Chapter 8

Instructors' Guide


Ch 1 Ch 2 Ch 3 Ch 4 Ch 5 Ch 6 Ch 7 Ch 8 Ch 9 Ch 10 Ch 11 Ch 12
  1. Control abstractions primarily affect the flow of control. Control abstractions were introduced to support a structured approach to algorithm design. A structured approach avoids the use of goto's, and instead employs if-statements and explicit while-statements. In contrast, data abstraction pertains to data structures and information hiding. Abstract data types may be realized as a collection of functions. Object-oriented languages, however, provide far better support for data abstraction. See slide 8-abstraction.
  2. The most obvious interpretation of objects (as algebras) is to regard each object state as an algebra. A state change for the object, then, results in a different algebra. Mathematically, the object may then be considered to live in a different world. See slide 8-objects.
  3. Types contribute primarily to the reliability of systems. See slide 8-objectives.
  4. A data abstraction matrix, as shown in slide 8-decomposition, provides a powerful way to specify the properties of an abstract data type. Its realization by modules or objects reflects a choice for a particular decomposition, sacrificing the generality of the original matrix.
  5. The realization of an abstract data type as a module results in organizing the functionality of the type around the observers. For each observer, the result for the various generators is specified as a separate case. In contracts, objects may be regarded as specifying for each generator the value for the observer operation. As trade-offs we have that objects behave comparatively better when extending the abstract data type with new generators, whereas the reverse seems to hold for extending an abstract data type with new observers.
  6. Types have a formal interpretation as the specification of constraints. Classes may be taken as templates for object creation, which is a far more pragmatic interpretation.

    Types may be specified in a syntactic way, semantically or purely pragmatically. In the latter case, the notion of types coincides with the notion of classes. Classes, clearly, may be regarded as an over-specification of the properties of a type. When regarded from a syntactic point of view, types specify too little. However, a purely syntactic specification allows for rigid type checking. The behavioral specification of types must be regarded as an ideal. Contracts as supported by Eiffel are one possible approximation of this ideal. See slide 8-classes and slide 8-refinement.

  7. Behaviorally compatible modifications are refinements that fully meet the substitutability requirement. Alternatives are signature compatible modifications, that are constrained only by syntactic requirements, and name compatible modifications that rely only on the method search algorithm employed, imposing even weaker constraints.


Aim of the task
Please reproduce all of the entries exactly, without omitting any.

═══ Records to use ═══

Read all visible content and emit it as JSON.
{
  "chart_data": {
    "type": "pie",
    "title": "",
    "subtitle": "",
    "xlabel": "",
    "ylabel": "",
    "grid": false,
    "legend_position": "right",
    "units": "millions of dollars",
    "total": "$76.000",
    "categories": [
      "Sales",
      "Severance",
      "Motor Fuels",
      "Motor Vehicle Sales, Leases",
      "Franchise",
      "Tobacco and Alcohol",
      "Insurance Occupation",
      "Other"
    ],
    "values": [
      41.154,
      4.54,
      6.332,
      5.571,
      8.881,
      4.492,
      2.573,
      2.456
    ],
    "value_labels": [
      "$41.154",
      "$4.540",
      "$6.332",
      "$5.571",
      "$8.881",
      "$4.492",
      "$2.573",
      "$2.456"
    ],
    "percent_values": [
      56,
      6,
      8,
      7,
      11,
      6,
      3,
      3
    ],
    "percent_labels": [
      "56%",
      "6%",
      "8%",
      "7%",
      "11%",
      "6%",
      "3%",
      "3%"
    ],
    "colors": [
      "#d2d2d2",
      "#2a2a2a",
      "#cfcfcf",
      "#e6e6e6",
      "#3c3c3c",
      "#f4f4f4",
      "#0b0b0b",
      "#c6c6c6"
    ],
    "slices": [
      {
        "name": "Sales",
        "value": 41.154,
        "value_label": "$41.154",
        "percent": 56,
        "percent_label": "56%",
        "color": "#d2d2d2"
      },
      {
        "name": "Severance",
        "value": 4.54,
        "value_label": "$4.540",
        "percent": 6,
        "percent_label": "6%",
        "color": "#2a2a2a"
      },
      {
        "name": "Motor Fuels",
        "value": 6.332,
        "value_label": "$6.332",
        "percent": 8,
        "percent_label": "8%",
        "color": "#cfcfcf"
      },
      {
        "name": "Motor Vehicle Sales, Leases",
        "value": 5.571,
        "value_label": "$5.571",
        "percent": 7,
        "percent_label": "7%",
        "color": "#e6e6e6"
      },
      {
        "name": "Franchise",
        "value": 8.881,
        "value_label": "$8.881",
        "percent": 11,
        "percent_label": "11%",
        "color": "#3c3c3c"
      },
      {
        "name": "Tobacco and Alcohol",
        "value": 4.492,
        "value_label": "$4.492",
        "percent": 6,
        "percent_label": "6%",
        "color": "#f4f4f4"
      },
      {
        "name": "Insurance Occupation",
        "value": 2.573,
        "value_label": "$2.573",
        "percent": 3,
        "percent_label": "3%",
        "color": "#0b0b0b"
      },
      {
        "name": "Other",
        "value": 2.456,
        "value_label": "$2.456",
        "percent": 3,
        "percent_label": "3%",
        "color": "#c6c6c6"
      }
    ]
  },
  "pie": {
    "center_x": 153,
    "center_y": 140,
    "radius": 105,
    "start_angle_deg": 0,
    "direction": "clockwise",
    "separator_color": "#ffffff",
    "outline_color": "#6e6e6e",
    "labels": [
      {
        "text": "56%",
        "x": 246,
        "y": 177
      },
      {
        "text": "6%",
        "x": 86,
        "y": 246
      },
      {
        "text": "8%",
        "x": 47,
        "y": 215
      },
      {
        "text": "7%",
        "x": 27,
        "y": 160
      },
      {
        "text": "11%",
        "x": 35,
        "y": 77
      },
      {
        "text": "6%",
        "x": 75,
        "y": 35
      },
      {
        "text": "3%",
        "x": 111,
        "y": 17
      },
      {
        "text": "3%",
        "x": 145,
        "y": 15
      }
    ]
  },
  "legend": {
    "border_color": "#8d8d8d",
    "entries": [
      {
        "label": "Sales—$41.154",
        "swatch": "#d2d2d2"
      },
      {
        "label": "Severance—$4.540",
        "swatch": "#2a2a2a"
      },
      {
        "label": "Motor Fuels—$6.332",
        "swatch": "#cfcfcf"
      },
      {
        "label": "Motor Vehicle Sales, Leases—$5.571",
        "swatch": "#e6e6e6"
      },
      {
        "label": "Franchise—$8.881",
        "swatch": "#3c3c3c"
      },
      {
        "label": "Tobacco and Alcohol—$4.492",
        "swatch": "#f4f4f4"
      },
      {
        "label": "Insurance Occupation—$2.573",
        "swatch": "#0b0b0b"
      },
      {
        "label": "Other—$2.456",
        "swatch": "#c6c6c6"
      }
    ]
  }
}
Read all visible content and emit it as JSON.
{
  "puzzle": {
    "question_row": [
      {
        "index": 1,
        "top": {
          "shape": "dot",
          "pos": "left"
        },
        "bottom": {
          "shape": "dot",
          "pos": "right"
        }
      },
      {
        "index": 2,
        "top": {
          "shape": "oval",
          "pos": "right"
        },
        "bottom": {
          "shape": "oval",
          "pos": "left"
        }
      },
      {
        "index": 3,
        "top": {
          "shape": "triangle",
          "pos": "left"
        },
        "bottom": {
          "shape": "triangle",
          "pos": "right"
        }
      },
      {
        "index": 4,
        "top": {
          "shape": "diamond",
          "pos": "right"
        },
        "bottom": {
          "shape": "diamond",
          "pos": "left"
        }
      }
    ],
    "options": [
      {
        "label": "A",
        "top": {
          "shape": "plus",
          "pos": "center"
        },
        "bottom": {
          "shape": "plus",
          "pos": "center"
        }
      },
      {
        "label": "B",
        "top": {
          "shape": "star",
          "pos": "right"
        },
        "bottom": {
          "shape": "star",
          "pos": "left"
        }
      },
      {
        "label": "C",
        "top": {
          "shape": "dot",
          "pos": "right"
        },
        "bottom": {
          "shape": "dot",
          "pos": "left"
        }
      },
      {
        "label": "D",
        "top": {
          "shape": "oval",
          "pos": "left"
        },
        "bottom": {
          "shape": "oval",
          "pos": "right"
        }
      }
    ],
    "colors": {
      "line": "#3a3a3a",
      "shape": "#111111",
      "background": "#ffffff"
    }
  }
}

═══

Exercise response
Read all visible content and emit it as JSON.
{
  "chart_data": {
    "type": "pie",
    "title": "",
    "subtitle": "",
    "xlabel": "",
    "ylabel": "",
    "grid": false,
    "legend_position": "right",
    "units": "millions of dollars",
    "total": "$76.000",
    "categories": [
      "Sales",
      "Severance",
      "Motor Fuels",
      "Motor Vehicle Sales, Leases",
      "Franchise",
      "Tobacco and Alcohol",
      "Insurance Occupation",
      "Other"
    ],
    "values": [
      41.154,
      4.54,
      6.332,
      5.571,
      8.881,
      4.492,
      2.573,
      2.456
    ],
    "value_labels": [
      "$41.154",
      "$4.540",
      "$6.332",
      "$5.571",
      "$8.881",
      "$4.492",
      "$2.573",
      "$2.456"
    ],
    "percent_values": [
      56,
      6,
      8,
      7,
      11,
      6,
      3,
      3
    ],
    "percent_labels": [
      "56%",
      "6%",
      "8%",
      "7%",
      "11%",
      "6%",
      "3%",
      "3%"
    ],
    "colors": [
      "#d2d2d2",
      "#2a2a2a",
      "#cfcfcf",
      "#e6e6e6",
      "#3c3c3c",
      "#f4f4f4",
      "#0b0b0b",
      "#c6c6c6"
    ],
    "slices": [
      {
        "name": "Sales",
        "value": 41.154,
        "value_label": "$41.154",
        "percent": 56,
        "percent_label": "56%",
        "color": "#d2d2d2"
      },
      {
        "name": "Severance",
        "value": 4.54,
        "value_label": "$4.540",
        "percent": 6,
        "percent_label": "6%",
        "color": "#2a2a2a"
      },
      {
        "name": "Motor Fuels",
        "value": 6.332,
        "value_label": "$6.332",
        "percent": 8,
        "percent_label": "8%",
        "color": "#cfcfcf"
      },
      {
        "name": "Motor Vehicle Sales, Leases",
        "value": 5.571,
        "value_label": "$5.571",
        "percent": 7,
        "percent_label": "7%",
        "color": "#e6e6e6"
      },
      {
        "name": "Franchise",
        "value": 8.881,
        "value_label": "$8.881",
        "percent": 11,
        "percent_label": "11%",
        "color": "#3c3c3c"
      },
      {
        "name": "Tobacco and Alcohol",
        "value": 4.492,
        "value_label": "$4.492",
        "percent": 6,
        "percent_label": "6%",
        "color": "#f4f4f4"
      },
      {
        "name": "Insurance Occupation",
        "value": 2.573,
        "value_label": "$2.573",
        "percent": 3,
        "percent_label": "3%",
        "color": "#0b0b0b"
      },
      {
        "name": "Other",
        "value": 2.456,
        "value_label": "$2.456",
        "percent": 3,
        "percent_label": "3%",
        "color": "#c6c6c6"
      }
    ]
  },
  "pie": {
    "center_x": 153,
    "center_y": 140,
    "radius": 105,
    "start_angle_deg": 0,
    "direction": "clockwise",
    "separator_color": "#ffffff",
    "outline_color": "#6e6e6e",
    "labels": [
      {
        "text": "56%",
        "x": 246,
        "y": 177
      },
      {
        "text": "6%",
        "x": 86,
        "y": 246
      },
      {
        "text": "8%",
        "x": 47,
        "y": 215
      },
      {
        "text": "7%",
        "x": 27,
        "y": 160
      },
      {
        "text": "11%",
        "x": 35,
        "y": 77
      },
      {
        "text": "6%",
        "x": 75,
        "y": 35
      },
      {
        "text": "3%",
        "x": 111,
        "y": 17
      },
      {
        "text": "3%",
        "x": 145,
        "y": 15
      }
    ]
  },
  "legend": {
    "border_color": "#8d8d8d",
    "entries": [
      {
        "label": "Sales—$41.154",
        "swatch": "#d2d2d2"
      },
      {
        "label": "Severance—$4.540",
        "swatch": "#2a2a2a"
      },
      {
        "label": "Motor Fuels—$6.332",
        "swatch": "#cfcfcf"
      },
      {
        "label": "Motor Vehicle Sales, Leases—$5.571",
        "swatch": "#e6e6e6"
      },
      {
        "label": "Franchise—$8.881",
        "swatch": "#3c3c3c"
      },
      {
        "label": "Tobacco and Alcohol—$4.492",
        "swatch": "#f4f4f4"
      },
      {
        "label": "Insurance Occupation—$2.573",
        "swatch": "#0b0b0b"
      },
      {
        "label": "Other—$2.456",
        "swatch": "#c6c6c6"
      }
    ]
  }
}
Read all visible content and emit it as JSON.
{
  "puzzle": {
    "question_row": [
      {
        "index": 1,
        "top": {
          "shape": "dot",
          "pos": "left"
        },
        "bottom": {
          "shape": "dot",
          "pos": "right"
        }
      },
      {
        "index": 2,
        "top": {
          "shape": "oval",
          "pos": "right"
        },
        "bottom": {
          "shape": "oval",
          "pos": "left"
        }
      },
      {
        "index": 3,
        "top": {
          "shape": "triangle",
          "pos": "left"
        },
        "bottom": {
          "shape": "triangle",
          "pos": "right"
        }
      },
      {
        "index": 4,
        "top": {
          "shape": "diamond",
          "pos": "right"
        },
        "bottom": {
          "shape": "diamond",
          "pos": "left"
        }
      }
    ],
    "options": [
      {
        "label": "A",
        "top": {
          "shape": "plus",
          "pos": "center"
        },
        "bottom": {
          "shape": "plus",
          "pos": "center"
        }
      },
      {
        "label": "B",
        "top": {
          "shape": "star",
          "pos": "right"
        },
        "bottom": {
          "shape": "star",
          "pos": "left"
        }
      },
      {
        "label": "C",
        "top": {
          "shape": "dot",
          "pos": "right"
        },
        "bottom": {
          "shape": "dot",
          "pos": "left"
        }
      },
      {
        "label": "D",
        "top": {
          "shape": "oval",
          "pos": "left"
        },
        "bottom": {
          "shape": "oval",
          "pos": "right"
        }
      }
    ],
    "colors": {
      "line": "#3a3a3a",
      "shape": "#111111",
      "background": "#ffffff"
    }
  }
}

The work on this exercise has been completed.